I had a lot of fun at CopyNight yesterday, including meeting Joe Gratz and several other people, and a lot of discussion about the other AAUP letter to Google, the Audio Home Recording Act, the prehistory of some of our contemporary copyright law (in the 1980s and 1990s!), and so on.
I just wrote a paper about compatibility in which I suggest that we should have privacy in what technology we use (that is, an attempt to tell or a means of telling technologies apart can be seen as a privacy invasion). I'm therefore relieved that at least one person on the other side is straightforward in saying that compatibility is not a goal for him.
We had this fight a lot (mostly out of sight of the press) when Dmitry Sklyarov was arrested. Dmitry's software achieved compatibility between Adobe eBooks and every sort of digital device in the world. Adobe's reaction was to say explicitly that this was improper because they were entitled to decide which kinds of compatibility could exist. Even though it was technically possible to achieve universal compatibility (and Dmitry had done so), they would, so to speak, try to turn back the clock and say that consumers were only entitled to compatibility on Adobe's schedule and at Adobe's sufferance. They said that even though you knew how to get the compatibility you wanted, you would have to wait until they did it for you, and they couldn't say when that would be.
More recently, when Real figured out how to achieve compatibility with Apple, Apple went on the attack and said that Real was using "the tactics and ethics of a hacker". Jamie Boyle explained the issue well:
The first lesson of the story is how strangely people use the metaphors of tangible property in new economy disputes. How exactly had Real "broken into" the iPod? It hadn't broken into my iPod, which is after all my iPod. If I want to use Real's service to download music to my own device, where's the breaking and entering? What Real had done was make the iPod "interoperable" with another format. If Boyle’s word processing program can convert Microsoft Word files into Boyle’s format, allowing Word users to switch programs, am I "breaking into Word"? Well, Microsoft might think so, but most of us do not. So leaving aside the legal claim for a moment, where is the ethical foul? Apple was saying (and apparently believed) that Real had broken into something different from my iPod or your iPod. They had broken into the idea of an iPod. (I imagine a small, Platonic white rectangle, presumably imbued with the spirit of Steve Jobs.)

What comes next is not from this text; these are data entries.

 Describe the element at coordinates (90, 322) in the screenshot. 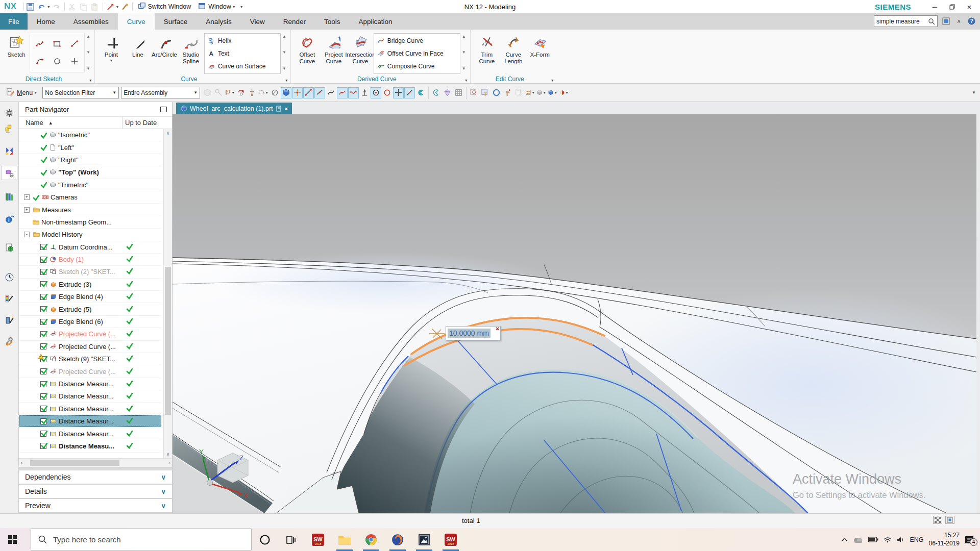

I see `tree-row: Edge Blend (6)` at that location.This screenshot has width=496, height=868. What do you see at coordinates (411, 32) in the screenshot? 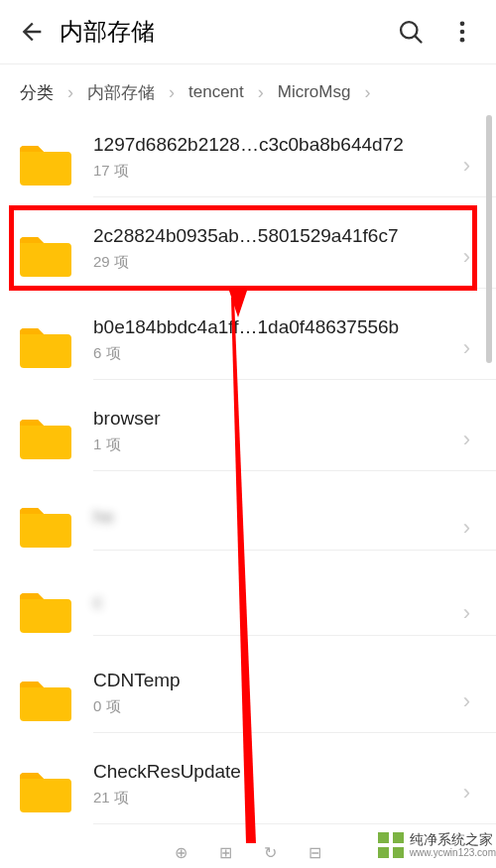
I see `search-icon` at bounding box center [411, 32].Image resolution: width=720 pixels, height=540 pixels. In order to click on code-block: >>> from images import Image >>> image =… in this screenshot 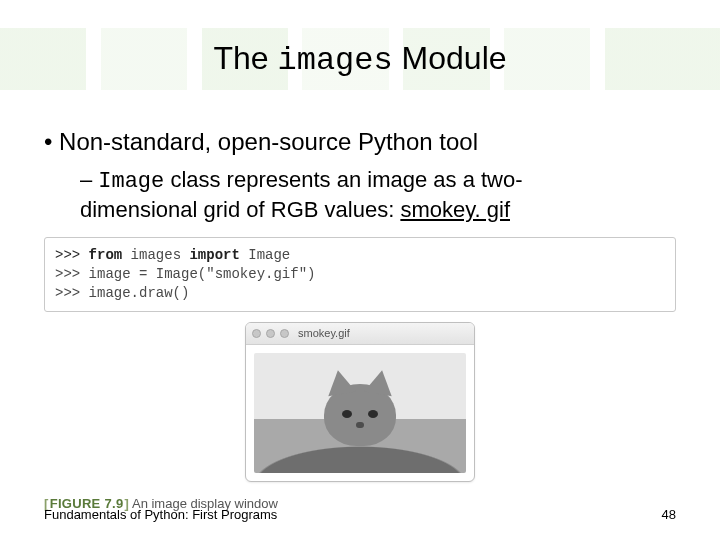, I will do `click(360, 274)`.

Their true sin was trying to understand the iPod so that they could make it do things that Apple did not want it to do. As an ethical matter, is figuring out how things work, in order to compete with the original manufacturers, breaking and entering? In the strange netherland between hardware and software, device and product, the answer is often a morally heartfelt "yes!" I would stress "morally heartfelt". It is true manufacturers want to make lots of money, and would rather not have competitors. Bob Young of Red Hat claims "every business person wakes up in the morning and says 'how can I become a monopolist?'" Beyond that, though, innovators actually come to believe that they have the moral right to control the uses of their goods after they are sold. This isn't your iPod, it's Apple's iPod. Yet even if they believe this, we don't have to agree.
One approach to this is to deny that Real did to say that Real did adopt the tactics and ethics of a hacker, and that those ethics are actually preferable to Apple's ethics. Because Apple's ethics say that compatibility is not a goal, and the ethics of the hacker say that compatibility is a goal, and more than a goal.
And those ethics are outraged when someone precludes what we want and know how to do, and says: Be ye therefore patient.
Congratulations to Biella on her defense of her dissertation at the University of Chicago!